- When it Comes to Environmental Policy, Facts Should Still Matter - December 5, 2019
- Was There Another Reason for Electricity Shutdowns in California? - November 12, 2019
- Reconsidering the Virtues of Recycling - September 26, 2019
It was almost painful to watch Democrats and Penn State climatologist Dr. Michael Mann floundering about during last week’s House hearing on human impact on climate change and the scientific method. After eight years of getting just about everything they wanted, the Dems and the doc seemed to have a hard time deciding if they should play the role of victim or victor.
On the one hand by endlessly repeating the supposed “overwhelming consensus” argument, they attempted to paint themselves as representatives of virtually the entire scientific community. On the other hand, by claiming to be so aggrieved, they expect the public to believe that the American scientific community is so remarkably inept that a mere three percent of their number can dominate it.
Many of my like-minded skeptics in the scientific community think of Mann as an ego-maniac. I rather think of him as hyper-sensitive and insecure. Perhaps those are two sides of the same coin, but the good doctor’s inability to stomach criticism without complaint was on full display during the hearing. As the incomparable James Delingpole pointed out, his petulant claim to have not called any of the skeptical scientists testifying on the panel with him “deniers” was shot down in record time by Dr. Judith Curry. Her reply: “It’s in your written testimony – go read it again” might have embarrassed a lesser man, if a lesser Mann actually exists.
In any case, I am part of the vast majority of scientists (oft-quoted as 97 percent, but I believe it’s a larger number) who agree that carbon dioxide is a greenhouse gas. But, I am also one of the very, very many scientists who fail to believe that human introduction of a small amount of extra carbon dioxide into the atmosphere is a “problem” worth addressing. In that spirit, here’s my top five moments from the hearing.
5. Left Behind
At one point in his testimony, Mann claimed the United States is being “left behind” in the field of renewable energy. One assumes this refers to the fact that China has the capacity to generate more renewable energy than the United States, since no other nation on planet earth has that ability. Personally, I believe that most renewable energy projects are an expensive waste of time, but even true believers shouldn’t be all that upset about coming in as global runner-up.

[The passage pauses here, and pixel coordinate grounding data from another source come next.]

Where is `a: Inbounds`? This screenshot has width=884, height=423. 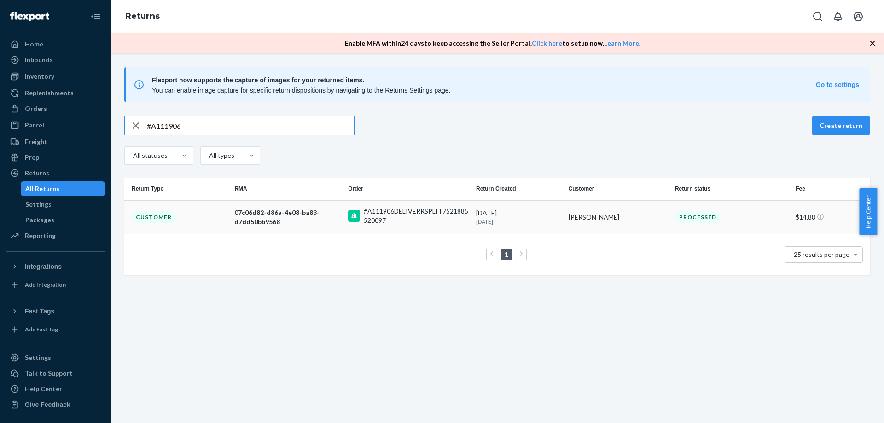 a: Inbounds is located at coordinates (55, 60).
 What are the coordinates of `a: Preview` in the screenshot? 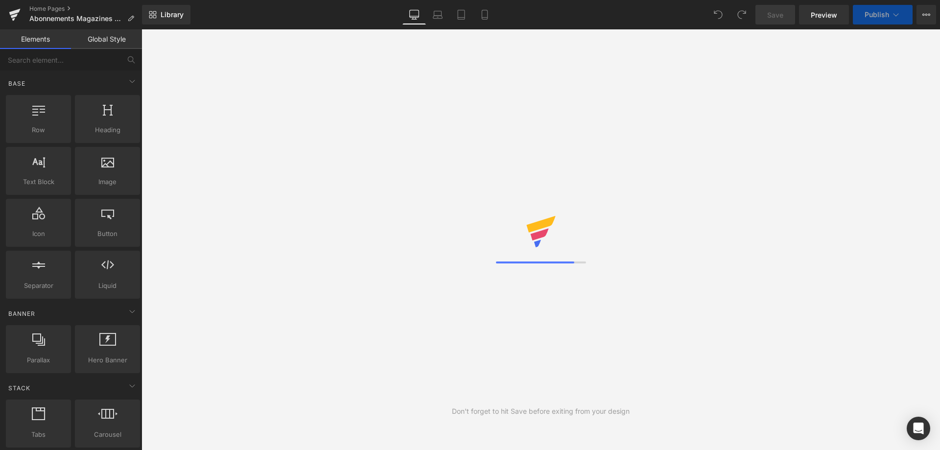 It's located at (824, 15).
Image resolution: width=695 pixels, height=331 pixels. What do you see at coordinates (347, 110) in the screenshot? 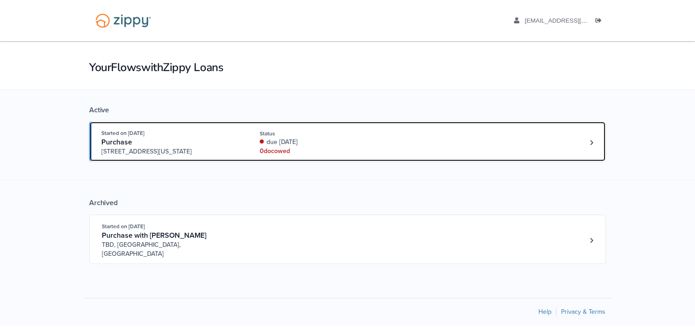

Except that, when you look at the actual data, is the United States really number two? According to the latest Energy Information Administration statistics, China generates about 24 percent of its power from renewables, while the US generates about 14 percent from those sources. But, the vast majority of renewable energy generated in China is hydroelectric power, which most environmental groups in the US oppose. When you take hydro out of the equation, China generates less than 5 percent of its power from renewables and the US generates more than 7 percent of its power from renewables. So is Dr. Mann secretly an agent of the vast hydro-electric power conspiracy? I doubt if he knows.
4. Bonamici’s Blunder
At one point, Suzanne Bonamici, Democrat Representative for Oregon’s First Congressional District, proclaimed that “fossil fuel emissions contribute to higher rates of asthma, lung and heart disease, threatening the lives of our children and grandchildren.” While that statement is theoretically true, the fact is that fossil fuel emissions in the United States have steadily declined over the last 30-plus years, while asthma rates have steadily climbed. There’s not even correlation here, much less causation. It’s even harder to worry about fossil fuel emissions when one understands that life expectancies in the US have steadily risen for more than a century.
3. Burning Bovines
To his credit, Dr. Mann did not attempt to link climate change to spontaneous human combustion. Cows on fire? Gotta be climate change in Mann’s weird world, although there is fair bit of evidence that Bureau of Land Management incompetence is to blame is to blame for those well-done beeves.
2. Resurrecting Lysenko
I don’t know if Professor Mann is aware of the definition of “irony”, but invoking the ghost of disgraced Russian biologist Trofim Denisovich Lysenko was about as ironic as it gets. Mann apparently could not imagine that the purpose of the hearing was to discuss the sort of state-supported, politically-correct science that America has endured for the past eight years, rather than to cry crocodile tears over the end of modern-day Lysenkoism.
1. Galileo
It’s hard to imagine a more ironic comparison than Mann’s, but Rep. Ami Bera’s invocation of Galileo surely had Bertholt Brecht whirring in his grave. For Brecht, the great liberal German playwright, as for most of students of history, Galileo is the ultimate symbol of defying state-supported “consensus” in the name of science and reason. The great Italian astronomer did not represent officially sanctioned and funded conventional wisdom at the time Mr. Bera, he defied it. That takes guts and that’s kind of Chairman Lamar Smith’s point.